On her third day as Prime Minister, Liz Truss announced an unprecedented £150 billion support package for households and business alongside emergency electricity market interventions which will feed into a more fundamental ongoing review. The EU also announced radical proposals. 

UK PACKAGE TO HELP HOUSEHOLDS AND BUSINESS

On 8 September, the UK Government announced an unprecedented, potentially £150+ billion package to help households, business, charities and the public sector. This dwarfs the pandemic furlough scheme paying millions of salaries during lockdown in cost and represents well over half total UK income tax receipts for 2021. Unusually, the announcement was not accompanied by official cost estimates. These will be provided in a mini-budget later this month. However, the ultimate cost will be a function, primarily, of what happens to gas prices and, to a lesser extent, how effective the emergency electricity market interventions are.

Households

Following Ofgem's recent announcement, unit prices for the energy price cap were due to rise from a level consistent with the current £1,971 per year for an average household to £3,549 for 1 October 2022 to 31 December. The cap was then predicted to peak at over £6,500 for Q2 2023 before falling to slightly below £6,000 for Q4 2023. The plan to shield households from this comprises, as from 1 October:

  • Mandating a unit price cap for electricity and gas consistent with an average household price cap of £2,500 a year (a 25% increase rather than the planned 80%).
  • Proceeding with the support announced in May 2022 including a £400 non-repayable discount for each household, to offset most of the 25% increase in bills, and the larger additional payments for the most vulnerable.

The unit price cap element will last two years with government reimbursing energy supply companies to cover the difference with Ofgem's unit price caps given that, as Ofgem notes, most continue to make no profit. Part of the unit price cap is covered by temporary government funding of the part of electricity bills covering government social and environmental policies (about £150 on an average bill).

Business and the public sector

Business, charities and the public sector will receive 'equivalent support' to households with mandated unit price caps for electricity and gas from 1 October. However, for business the price caps are for six months only with the government undertaking a review over the next three months. There will then be an announcement on what ongoing support there will be for identified 'vulnerable industries' following the initial six months.
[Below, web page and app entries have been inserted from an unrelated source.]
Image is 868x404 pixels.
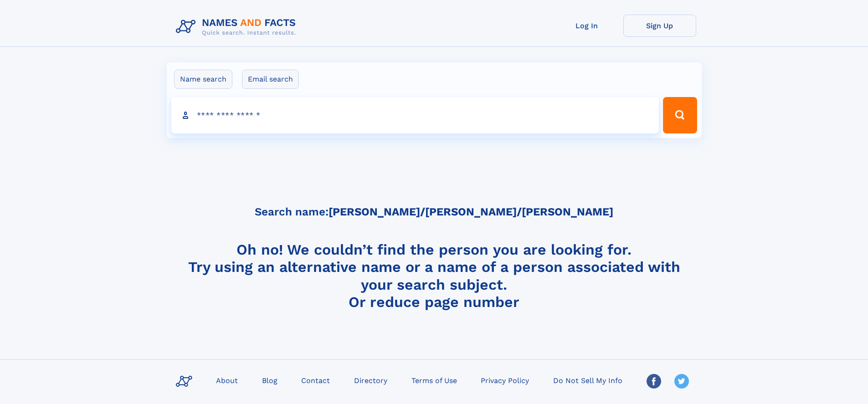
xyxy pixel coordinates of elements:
[171,97,659,133] input: search input
[212,374,242,387] a: About
[477,374,532,387] a: Privacy Policy
[674,374,689,389] img: Twitter
[297,374,333,387] a: Contact
[623,15,696,37] a: Sign Up
[172,241,696,310] h4: Oh no! We couldn’t find the person you are looking for. Try using an alternative name or a name o...
[242,70,299,89] label: Email search
[172,15,303,39] img: Logo Names and Facts
[408,374,460,387] a: Terms of Use
[663,97,697,133] button: Search Button
[328,205,613,218] b: [PERSON_NAME]/[PERSON_NAME]/[PERSON_NAME]
[350,374,391,387] a: Directory
[646,374,661,389] img: Facebook
[549,374,626,387] a: Do Not Sell My Info
[255,206,613,218] h5: Search name:
[550,15,623,37] a: Log In
[258,374,281,387] a: Blog
[174,70,232,89] label: Name search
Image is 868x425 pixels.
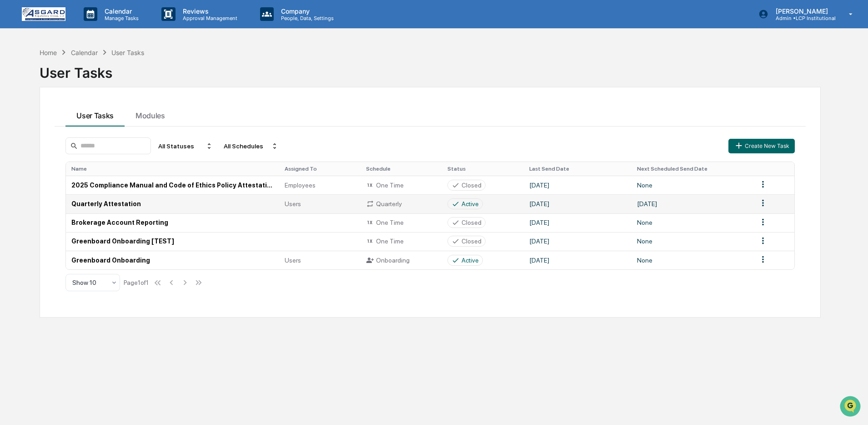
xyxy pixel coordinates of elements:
div: One Time [366,181,436,189]
td: Brokerage Account Reporting [66,213,279,232]
p: How can we help? [9,19,166,33]
span: Employees [284,181,315,189]
span: Preclearance [18,186,59,195]
th: Status [442,162,523,176]
div: Active [462,200,479,208]
div: Closed [462,237,481,245]
div: We're available if you need us! [41,79,125,86]
th: Assigned To [279,162,360,176]
a: 🔎Data Lookup [5,200,61,216]
button: Modules [125,102,176,126]
th: Name [66,162,279,176]
span: [DATE] [81,148,99,156]
div: Start new chat [41,70,149,79]
div: Closed [462,181,481,189]
iframe: Open customer support [839,395,863,420]
span: Data Lookup [18,203,57,212]
img: logo [22,7,66,21]
td: Greenboard Onboarding [TEST] [66,232,279,251]
td: [DATE] [632,195,753,213]
button: Create New Task [728,139,795,154]
div: Calendar [71,49,98,57]
div: 🖐️ [9,187,16,195]
div: All Statuses [155,139,216,154]
div: One Time [366,219,436,226]
div: All Schedules [220,139,282,154]
div: Active [462,257,479,264]
div: User Tasks [112,49,144,57]
td: None [632,176,753,195]
span: • [75,124,79,131]
div: One Time [366,237,436,245]
td: Greenboard Onboarding [66,251,279,269]
p: [PERSON_NAME] [769,7,836,15]
th: Next Scheduled Send Date [632,162,753,176]
img: 1746055101610-c473b297-6a78-478c-a979-82029cc54cd1 [9,70,26,86]
img: Shannon Brady [9,140,24,154]
div: Past conversations [9,101,61,109]
p: Reviews [176,7,242,15]
td: [DATE] [524,251,632,269]
a: 🖐️Preclearance [5,182,62,199]
td: 2025 Compliance Manual and Code of Ethics Policy Attestation [66,176,279,195]
div: Quarterly [366,200,436,208]
span: • [75,148,79,156]
th: Last Send Date [524,162,632,176]
p: Approval Management [176,15,242,22]
p: Company [274,7,339,15]
div: Home [40,49,57,57]
p: Manage Tasks [98,15,143,22]
a: 🗄️Attestations [62,182,116,199]
span: [DATE] [81,124,99,131]
span: [PERSON_NAME] [28,148,74,156]
span: [PERSON_NAME] [28,124,74,131]
th: Schedule [360,162,442,176]
td: [DATE] [524,232,632,251]
div: User Tasks [40,57,821,81]
a: Powered byPylon [64,225,110,233]
button: See all [141,99,166,110]
div: Page 1 of 1 [124,279,149,286]
td: [DATE] [524,176,632,195]
div: 🗄️ [66,187,73,195]
td: None [632,213,753,232]
img: 8933085812038_c878075ebb4cc5468115_72.jpg [19,70,36,86]
div: Closed [462,219,481,226]
p: Admin • LCP Institutional [769,15,836,22]
div: 🔎 [9,204,16,212]
p: Calendar [98,7,143,15]
div: Onboarding [366,256,436,264]
button: User Tasks [66,102,125,126]
td: [DATE] [524,213,632,232]
button: Start new chat [155,72,166,83]
span: Users [284,257,301,264]
span: Pylon [91,226,110,233]
p: People, Data, Settings [274,15,339,22]
img: Shannon Brady [9,115,24,130]
td: None [632,251,753,269]
td: Quarterly Attestation [66,195,279,213]
td: [DATE] [524,195,632,213]
td: None [632,232,753,251]
span: Attestations [75,186,113,195]
span: Users [284,200,301,208]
Initial comments on the support packages

  • A key attraction of the mandatory unit price cap is the Office for National Statistics (ONS) can count it as a reduction to official inflation. As a result, revisions to economists' inflation forecasts on the day of the announcement saw consensus shift, broadly, from inflation peaking at around 15% in early 2023 (or even as high as 20% on some assumptions) to an October 2022 peak at around 11%.
  • However, these same economists agree with the Bank of England's Chief Economist that, as a stimulus, such a package increases medium-term domestically-driven inflation. So forecasts for interest rates have also increased.
  • The key drawback of using a unit price cap approach is that, unlike increasing the lump-sum £400 non-repayable discount (which the ONS determined would not count as reducing official inflation) it does not preserve the price signal that will help reduce demand and mitigate winter rationing risks.
  • The judgement has been to go for simplicity, given implementation must happen so fast, and, for example, vulnerable households may also be larger energy users due to poor insulation or medical needs. Furthermore, average household bills will still be over 100% higher this winter than last (not including the special payments). The decision to limit guaranteed support for business to six months is also designed to sustain pressure for operational efficiencies.    

THE WINDFALL TAX DEBATE

In May 2022 the government announced the Energy Profits Levy, a windfall tax increasing the headline tax on the profits of oil and gas companies operating in the UK and UK Continental Shelf from 40% to 65% until 31 December 2025 (or sooner if oil and gas prices return to "historically normal" levels). At the same time, the government said it was looking closely at a windfall tax on electricity generators earning windfall profits due to the current crisis.

As the wholesale electricity market is based on marginal pricing, prices always reflect the value of the final, most expensive, unit of electricity on the system. Given gas generation currently provides the 'on-demand' flexibility this often means prices are set in line with gas prices which reflect most of the marginal costs of such generation. As a result, generators whose costs are not linked to the soaring costs of gas may be experiencing unexpectedly high profits. The caveats on this are:

  • Generators often hedge future electricity generation which complicates expectations on 'windfalls'.
  • The most recently commissioned 10GW of low-carbon generation are paid fixed prices for each unit of electricity through government-backed contracts for difference (CfDs), regardless of wholesale prices.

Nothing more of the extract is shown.